Typically, presidents who died while in office lay in repose in the East Room of the White House. That was not to happen. Foreman, a sitting president, was essentially receiving the procession of a former president. There was no explanation as to why, other than that the wishes of the Foreman family precluded it. Nobody in the meeting questioned the departure from protocol.
A severe-looking woman from the Ceremonials division announced the various members of the cabinet who had speaking roles at the memorial service. The woman was dressed in black with a small red brooch at her collar. She had her yellow hair pulled tight in a bun against the back of her head. She appeared to Felicia as though she were plucked straight from the beaverboard of Grant Wood’s American Gothic. The Speaker had seen the work in person at the Art Institute of Chicago during a campaign fundraising event for an Illinois senator several years earlier. She’d long wondered whether the artist intended to honor hardworking Midwesterners or poke fun at their stereotypically rigid morality.

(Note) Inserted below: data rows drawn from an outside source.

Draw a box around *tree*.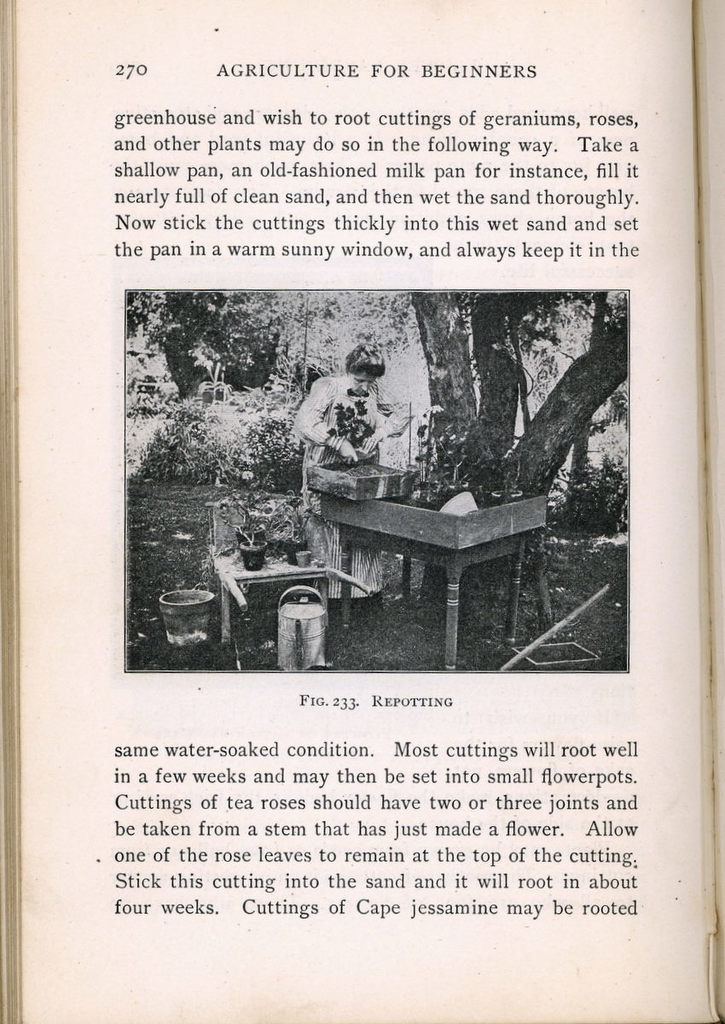
[119, 288, 292, 390].
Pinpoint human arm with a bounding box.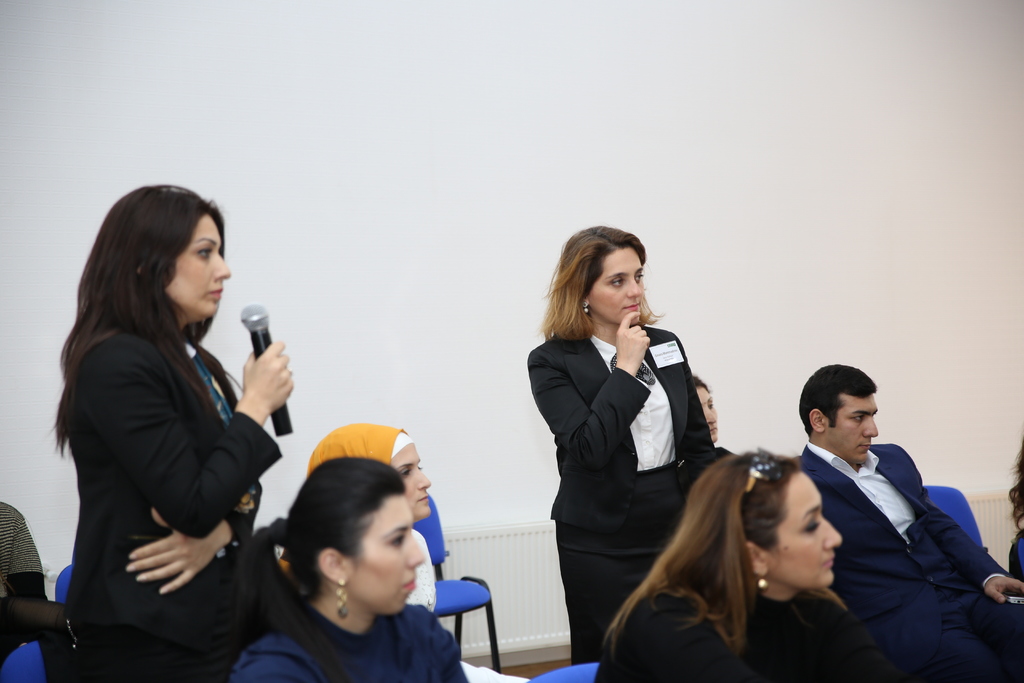
<region>220, 351, 289, 466</region>.
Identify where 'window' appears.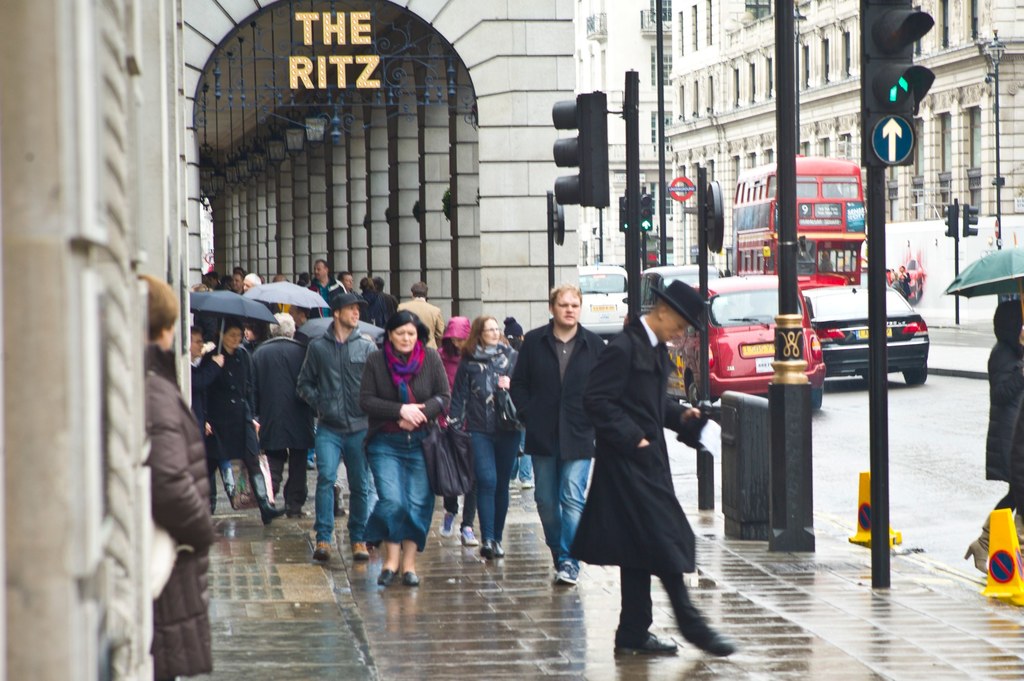
Appears at <bbox>652, 47, 673, 84</bbox>.
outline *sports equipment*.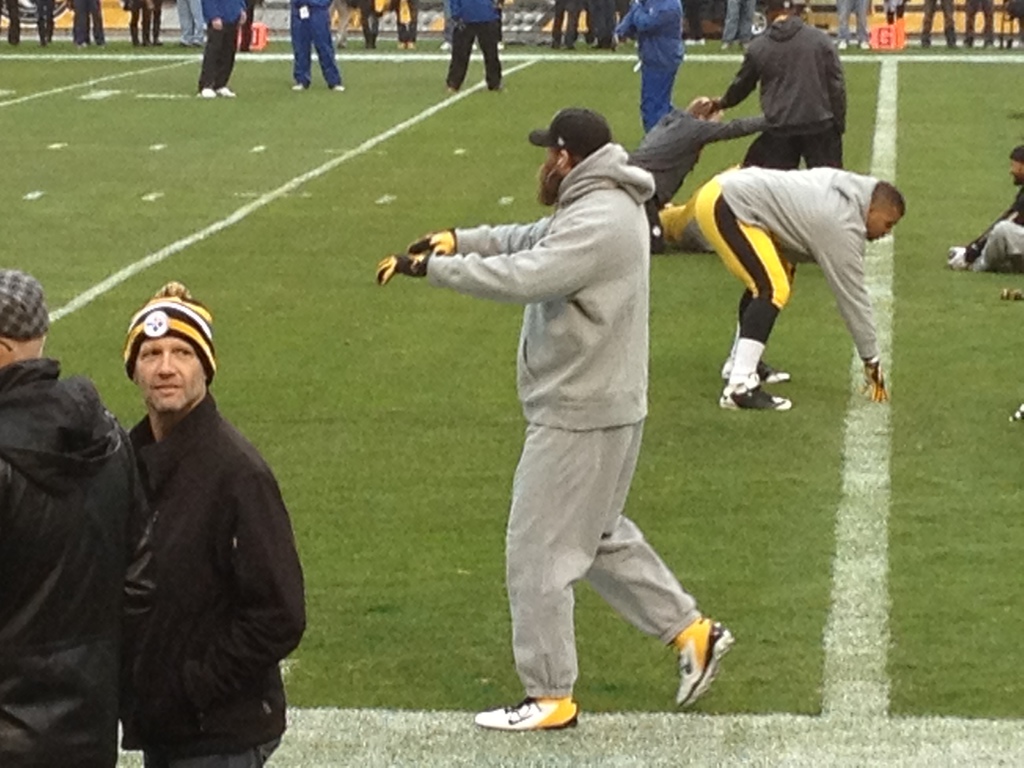
Outline: 408/230/455/260.
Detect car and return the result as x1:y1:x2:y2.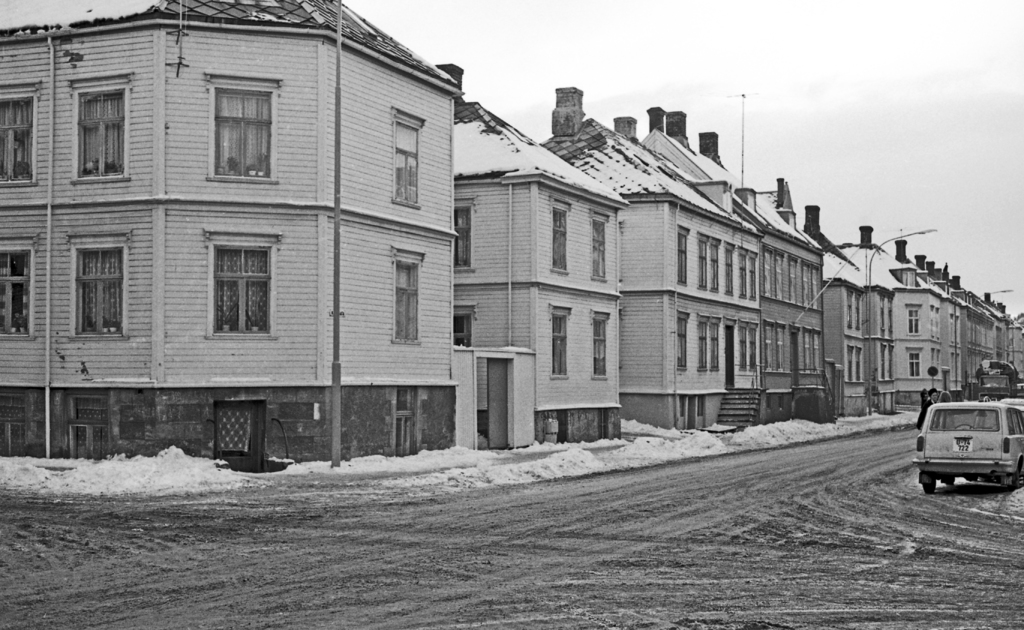
911:396:1023:494.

Felicia had spent time researching Wood after seeing the work in person, trying to find out his real intentions. She had no McCarthy-esque motive, but rather a real desire to understand Wood’s sense of things. Felicia, for all of her many faults and judgments of others, was one who loved loyalty. She considered patriotism the highest form of it and hoped Wood’s Gothic intended a conveyance of love of country and not a subtle mocking of it. She never figured it out definitively, though she long remembered what Wood said about the sum of his work, just before his death in 1942.
“In making these paintings,” he admitted, “I had in mind something which I hope to convey to a fairly wide audience in America—the picture of a country rich in the arts of peace; a homely, lovable nation, infinitely worth any sacrifice necessary to its preservation.”
“A homely, lovable nation worth any sacrifice necessary to its preservation,” she’d often repeated to herself while compromising and cajoling legislation into law.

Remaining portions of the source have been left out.